Season 2 - Newsletter 05 --> Micro-edition | Amplify 2022 Conference Hangover
Friends,
Last Week Amplitude held its annual conference Amplify 2022 in
Las Vegas and in person. I had a chance to attend and came back really invigorated at the energy and talent of fellow product managers and speakers.
In this edition, I’ll run down a few key themes that emerged from the conference and what they could mean for product management going forward. I also answer what you should do post-conference. In other words what to do with all these new ideas.
As always we appreciate you sharing this newsletter if you think it could help a peer of yours improve their product skillset.
So on to the content and my takeaways from Amplify2022 and a few words on how to deal with conference hangover. Newsletter 05 let’s go 👇
Q: So you attended Amplify 2022, what are the things that stood out to you and that will impact Product Managers in the near to mid-term?
Regardless of where you are in your product management journey, I would encourage you to attend virtually or in-person conferences. There is nothing quite like meeting other like-minded individuals and organizations that are trying to build better products.
Last week, I got the opportunity to attend Amplify 2022 and hear from luminaries like Melissa Perri, Diya Jolly, and of course John Cutler. My key takeaways are as follows:
It’s the data stupid. And data is everyone’s responsibility
Product is the business. Product is the distribution
Know the destination. Don’t lose the forest for the trees
On #1, it’s clear that product managers who leverage data to make decisions will have a key advantage over their competition. Tools are becoming much better at inferring not just funnel data but behavioral analysis. What can take an organization months to analyze, with the right tool can take another just seconds. As a speaker mentioned, building a product without data is akin to playing roulette, you won’t understand the why and thus make it hard to reproduce even if you get some traction. I would even go further as saying as should the product and data stack an organization leverages become a qualifier for product managers looking for a new home?

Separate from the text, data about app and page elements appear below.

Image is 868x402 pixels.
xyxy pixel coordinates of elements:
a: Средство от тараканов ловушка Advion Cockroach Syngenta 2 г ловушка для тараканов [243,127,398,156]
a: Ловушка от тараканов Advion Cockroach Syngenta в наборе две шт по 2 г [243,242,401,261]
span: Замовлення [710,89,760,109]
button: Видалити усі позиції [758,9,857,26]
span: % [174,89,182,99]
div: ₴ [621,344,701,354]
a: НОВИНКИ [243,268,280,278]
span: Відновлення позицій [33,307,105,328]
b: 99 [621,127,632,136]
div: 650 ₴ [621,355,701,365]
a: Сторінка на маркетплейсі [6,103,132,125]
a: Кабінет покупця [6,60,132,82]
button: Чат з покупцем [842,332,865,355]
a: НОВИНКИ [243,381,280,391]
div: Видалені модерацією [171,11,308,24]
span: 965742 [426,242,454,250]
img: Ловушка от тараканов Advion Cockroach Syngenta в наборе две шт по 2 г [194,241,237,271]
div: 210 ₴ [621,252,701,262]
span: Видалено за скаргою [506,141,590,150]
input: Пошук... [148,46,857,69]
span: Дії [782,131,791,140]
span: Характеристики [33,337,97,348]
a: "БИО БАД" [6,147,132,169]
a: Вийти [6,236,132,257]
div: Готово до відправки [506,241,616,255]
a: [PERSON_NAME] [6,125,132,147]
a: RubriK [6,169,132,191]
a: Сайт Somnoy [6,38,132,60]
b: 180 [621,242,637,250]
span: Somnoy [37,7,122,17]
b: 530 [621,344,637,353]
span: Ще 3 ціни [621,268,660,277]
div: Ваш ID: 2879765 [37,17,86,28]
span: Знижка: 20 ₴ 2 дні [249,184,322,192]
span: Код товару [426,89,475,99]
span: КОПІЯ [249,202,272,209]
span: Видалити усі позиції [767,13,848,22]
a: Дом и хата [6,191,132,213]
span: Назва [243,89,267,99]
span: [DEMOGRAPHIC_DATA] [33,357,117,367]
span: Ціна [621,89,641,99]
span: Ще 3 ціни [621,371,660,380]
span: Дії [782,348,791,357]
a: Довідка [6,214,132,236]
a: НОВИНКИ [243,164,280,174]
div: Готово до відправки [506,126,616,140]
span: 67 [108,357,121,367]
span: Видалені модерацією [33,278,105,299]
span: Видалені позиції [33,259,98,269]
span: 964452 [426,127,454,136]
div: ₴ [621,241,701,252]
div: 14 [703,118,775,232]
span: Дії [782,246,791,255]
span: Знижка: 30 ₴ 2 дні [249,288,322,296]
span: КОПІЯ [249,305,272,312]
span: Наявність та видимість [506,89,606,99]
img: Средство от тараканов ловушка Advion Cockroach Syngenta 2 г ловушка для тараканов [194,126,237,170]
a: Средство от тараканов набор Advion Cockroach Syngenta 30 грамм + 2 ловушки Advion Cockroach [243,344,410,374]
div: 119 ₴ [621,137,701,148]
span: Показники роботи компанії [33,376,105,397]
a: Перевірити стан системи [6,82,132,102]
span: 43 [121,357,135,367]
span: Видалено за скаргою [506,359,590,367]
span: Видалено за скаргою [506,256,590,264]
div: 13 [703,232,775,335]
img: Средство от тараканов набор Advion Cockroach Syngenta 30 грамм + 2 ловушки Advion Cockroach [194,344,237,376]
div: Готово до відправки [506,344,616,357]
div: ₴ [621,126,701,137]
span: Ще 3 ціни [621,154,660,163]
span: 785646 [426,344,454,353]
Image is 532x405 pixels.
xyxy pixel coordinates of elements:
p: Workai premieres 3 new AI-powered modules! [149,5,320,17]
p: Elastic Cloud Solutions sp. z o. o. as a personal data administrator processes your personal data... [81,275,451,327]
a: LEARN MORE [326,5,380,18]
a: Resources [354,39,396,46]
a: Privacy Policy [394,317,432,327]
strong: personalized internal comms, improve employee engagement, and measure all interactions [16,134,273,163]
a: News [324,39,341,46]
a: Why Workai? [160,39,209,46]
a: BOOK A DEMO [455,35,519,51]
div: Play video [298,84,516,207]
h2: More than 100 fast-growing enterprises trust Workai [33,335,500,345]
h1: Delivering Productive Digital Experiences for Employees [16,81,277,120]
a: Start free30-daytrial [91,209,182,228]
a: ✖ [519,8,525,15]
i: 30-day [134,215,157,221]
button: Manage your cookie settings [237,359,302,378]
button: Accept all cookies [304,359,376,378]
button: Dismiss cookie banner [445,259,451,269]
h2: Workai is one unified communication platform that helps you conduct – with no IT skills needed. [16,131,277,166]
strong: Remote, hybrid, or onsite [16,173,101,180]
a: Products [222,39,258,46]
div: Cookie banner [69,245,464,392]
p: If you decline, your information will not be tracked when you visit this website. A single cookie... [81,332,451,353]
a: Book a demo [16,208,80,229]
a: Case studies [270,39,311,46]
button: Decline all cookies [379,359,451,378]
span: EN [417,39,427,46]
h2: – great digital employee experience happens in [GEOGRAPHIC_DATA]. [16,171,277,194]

On #2, and this was somewhat surprising to me, another theme in talking to attendees and listening to speakers was a disconnect between a feature and the business outcome. Whether at the individual contributor level or at the CPO level. One thing we must remind ourselves as product managers is that we must serve both the customer and the business. Furthermore, going beyond understanding how our outcomes tie to business outcomes is key in enabling us to ascend within the org. A simple rule is to remind ourselves that we are the business and not some special group.
On #3, in a world where there exist wicked and complex problems along with a push towards Agile, it’s easy to break everything into bite-size chunks. A large number of teams use that lever to simplify things and break them down into more manageable chunks. The danger however is that the upfront exercise to define a destination is skipped. What we do instead is an exercise to simplify the solution. As Varun Parmar stated, defining the destination does and should take some time, however, bets can be quickly built and laid out to test which hypothesis gets us closer to that destination.